Currently, I am working in several teams at the same time. The project teams work in Waterscrum and have defined an agile sprint of - one-week development + one week testing.
All teams work with each other, but on different projects that are interlinked again.
Some teams don't have a staging environment yet, and therefore don't use test procedures that are based on the normal agile staging procedure. Currently, only functional tests are used within the team. Neither direct integration tests nor unit tests are an issue.
But because exactly this topic, Unit Test, is to be solved, my task is now defined. So far everything has always worked well in normal environments, but here the external factors are defined fundamentally different.
But there are the following to unsolvable factors:
- Unittest should be made mandatory for everyone. Instruction of the stakeholder and the customer assigned to him.
- All teams should introduce unit testing in the staging procedure and plan accordingly via agile planning.
- A unittest test environment is to be used for all teams.
- Until now, each team had its own definition of Ready and Done.
- A global team-wide definition of Ready and Done would be urgently needed to solve competence problems.
Questions:
- How can I build a single Unittest platform that can be used by all project teams?
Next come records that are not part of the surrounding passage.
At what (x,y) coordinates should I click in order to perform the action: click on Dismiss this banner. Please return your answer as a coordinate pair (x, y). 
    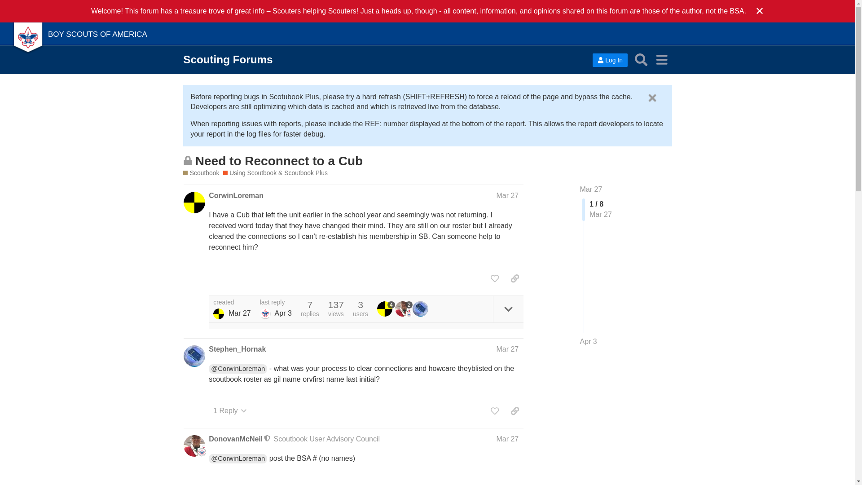
    Looking at the image, I should click on (652, 98).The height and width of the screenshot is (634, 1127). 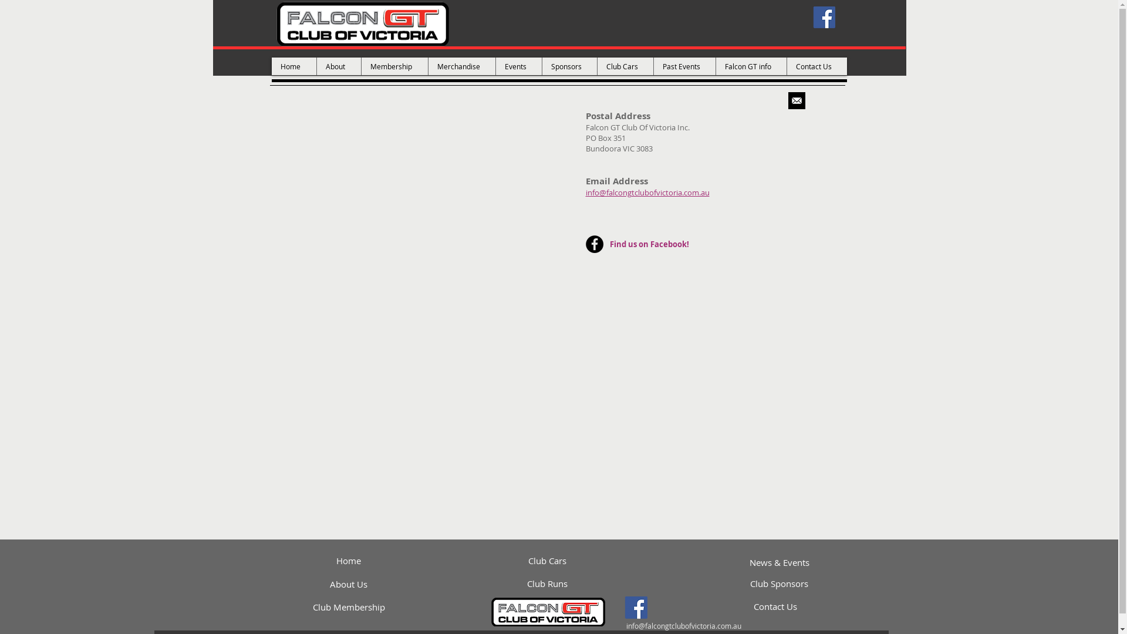 What do you see at coordinates (683, 625) in the screenshot?
I see `info@falcongtclubofvictoria.com.au` at bounding box center [683, 625].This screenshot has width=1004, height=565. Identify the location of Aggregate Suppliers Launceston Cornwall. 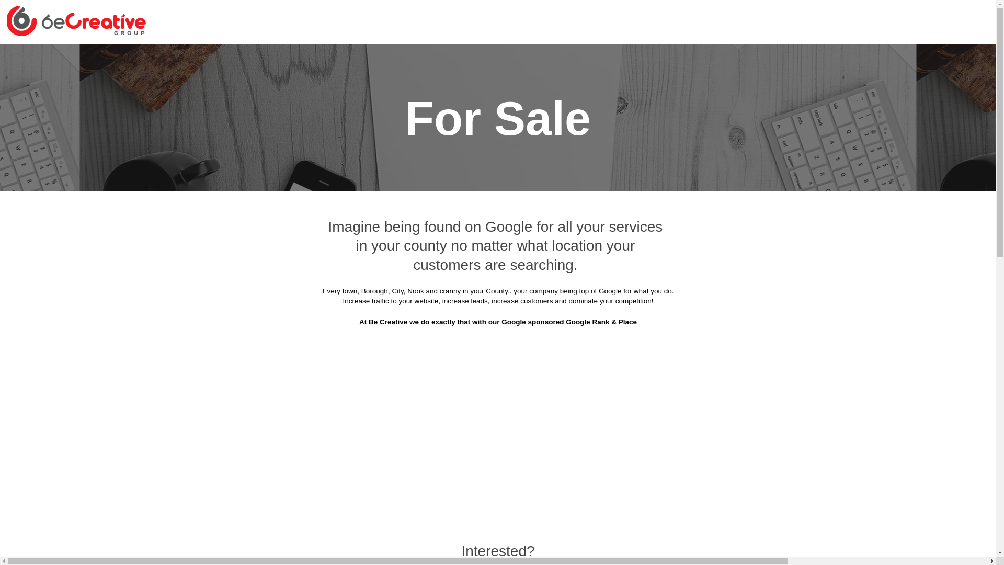
(436, 291). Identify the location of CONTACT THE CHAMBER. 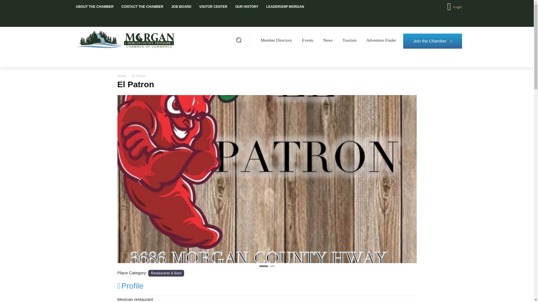
(142, 7).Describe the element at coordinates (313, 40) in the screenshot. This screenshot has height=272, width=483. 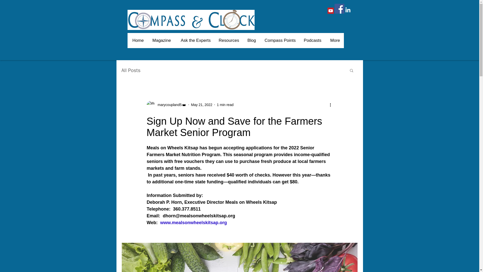
I see `Podcasts` at that location.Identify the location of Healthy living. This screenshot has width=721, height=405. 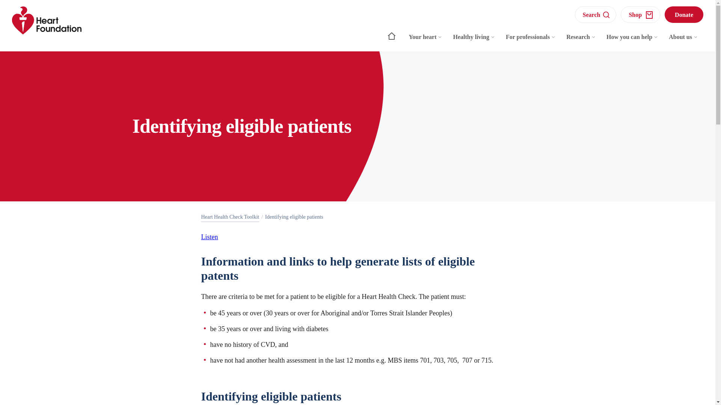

- Based on the Waterscrum principle?
- Based on the Staging Prinzig. How can I define a Global Definition of Ready and Done so that it is accepted by all teams on the new Unitetst procedure? Previous approaches
In order to also use static test procedures in the staging area, I introduced Sonarqube accordingly with the developers. The problem of code quality, between the teams within the staging environment, was an unsolvable problem.
In the next step, we want to use the Unittest procedure to recognize our problem factors faster and more effectively at an early stage.
Do you have one or more ideas or hints on how to tackle these problems? The question is consciously based on itself, so that one can better understand these connections.